Any publication that has covered either the White House-Pentagon threats or the rehashing of the OPCW report and has not mentioned Hersh’s revelations is writing nothing less than propaganda in service of a western foreign policy agenda trying to bring about the illegal overthrow the Syrian government. And so far that appears to include every single US and UK mainstream newspaper and TV station.

Click here to read the full article entitled “After Hersh Investigation, Media Connive in Propaganda War on Syria”.

*

As a side note, I must draw attention to the seldom mentioned fact that Ahmet Üzümcü, Director-General of the Organisation for the Prohibition of Chemical Weapons (OPCW), attended the Bilderberg conference in Telfs-Buchen, Austria as recently as June 2015. There is a clear conflict of interests when the head of an independent intergovernmental organisation for disarmament ‘privately’ attends a meeting which includes Nato top brass as well as the heads of major arms manufacturers. It raises serious questions over the impartiality of the OPCW.
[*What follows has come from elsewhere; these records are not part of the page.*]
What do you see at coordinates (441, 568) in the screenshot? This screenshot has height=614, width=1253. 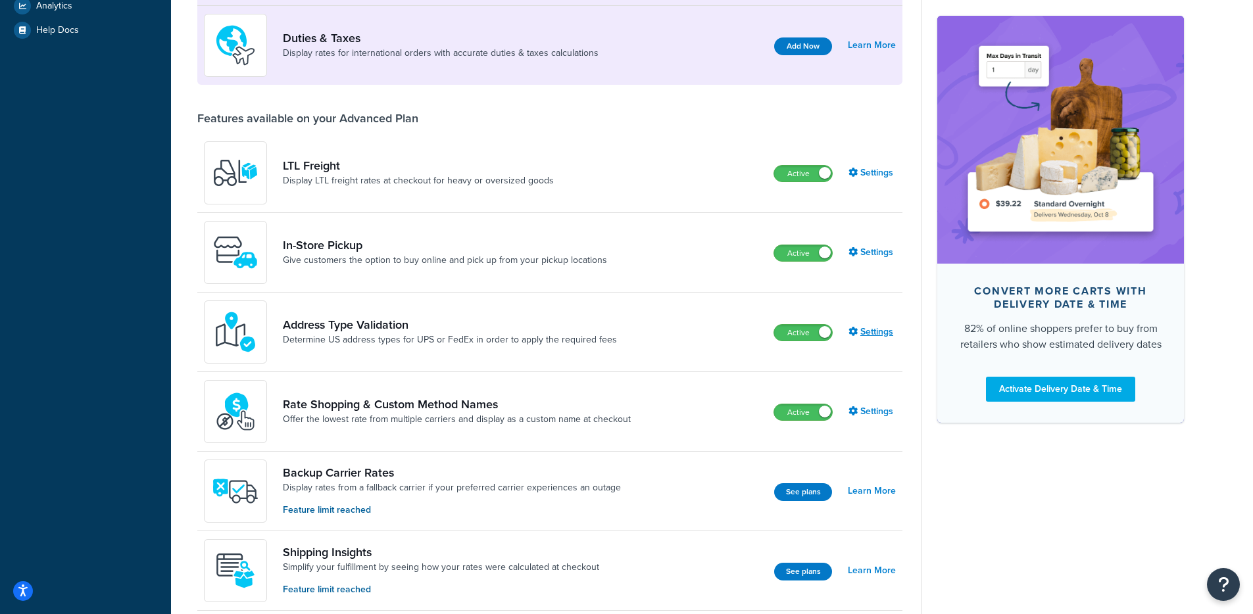 I see `a: Simplify your fulfillment by seeing how your rates were calculated at checkout` at bounding box center [441, 568].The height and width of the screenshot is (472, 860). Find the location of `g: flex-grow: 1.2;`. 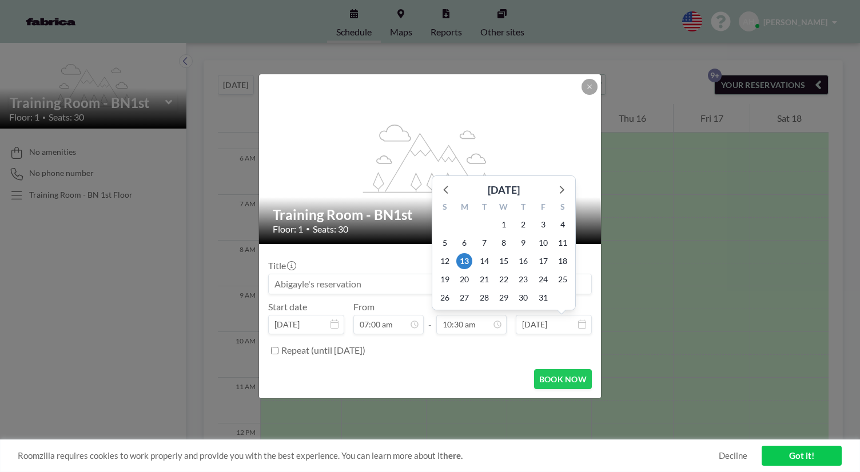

You can also read full attendance list here.

*

Caleb Maupin: I mean they could carry out a terrorist attack and then the White House saying, ‘oh Assad was going to do it’, that would create a cover for them to do such a thing.

Heather Nauert: Do I have to do this again? We know that Assad has used chemicals weapons on his own people, and he’s done that repeatedly, including women and children, and we have all seen the video and there is no debate about that.
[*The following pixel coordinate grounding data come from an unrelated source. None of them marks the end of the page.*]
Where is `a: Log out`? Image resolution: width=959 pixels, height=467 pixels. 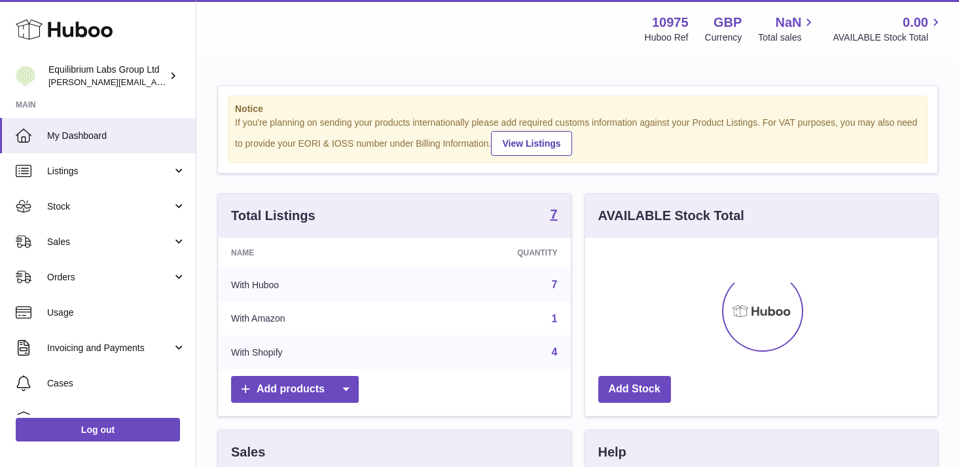
a: Log out is located at coordinates (97, 429).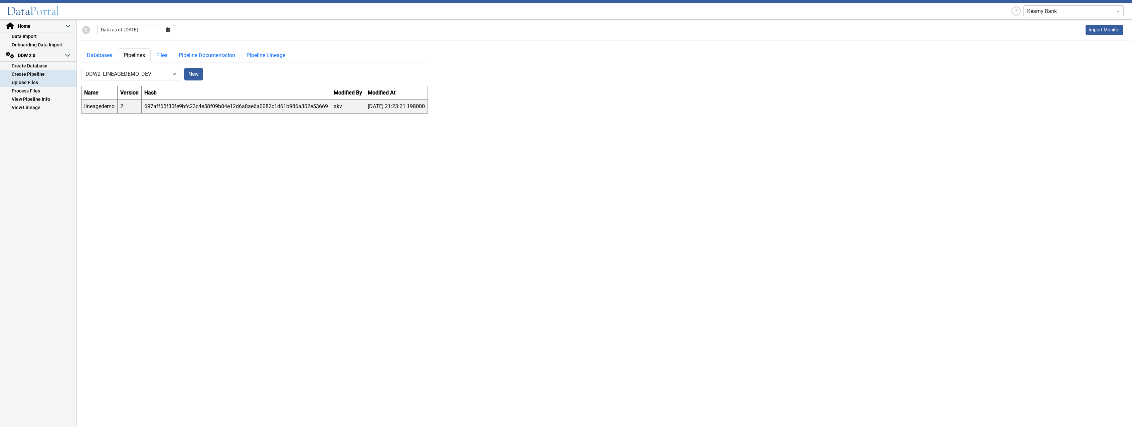  I want to click on a: Databases, so click(100, 55).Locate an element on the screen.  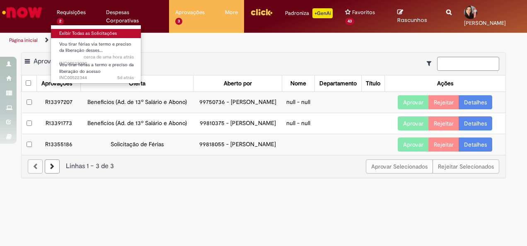
div: Departamento is located at coordinates (338, 84).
CM: Didn’t Assad give up his chemical weapons in 2013?

HN: No.

CM: Are you saying that al-Qaeda has not used chemical weapons?

HN: I’m not going to get into this conversation with you about this – you want to have a debate, okay, about a hypothetical… and I’m not going to get into a debate about a hypothetical.

CM: Since you’ve announced that then they could carry out an attack and make it look like the [Syrian] government did it. Isn’t that a real possibility?

HN: If you want to try to make excuses for the Assad regime, go right ahead.

CM: I’m not talking about the Assad, I’m talking about terrorist groups – I’m talking about al-Qaeda.

HN: I’m not going to spend all our folks’ time having that conversation. We all know here in the room that Bashar al-Assad is responsible for chemical attacks on his own people, including women and children. We are not going to debate it beyond that. Al-Qaeda are horrible too but what we’re talking about right now is Assad and Syria. Next question…

5 Comments

Filed under al-Qaeda & DAESH / ISIS / ISIL, Seymour Hersh, Syria

5 responses to “Seymour Hersh conclusively debunks “Trump’s Red Line” – the gas attack was no such thing

  1. In deed Trump has now been “brought to order” by the US Neocon Power Elite!
    “Trump on Track”: https://wipokuli.wordpress.com/2017/04/13/trump-on-track-trump-auf-linie/

    Liked by 2 people

  2. Excellent article from WOC reporting on Honest Dependable Sy Hersh

    Liked by 2 people

Leave a comment

This site uses Akismet to reduce spam. Learn how your comment data is processed.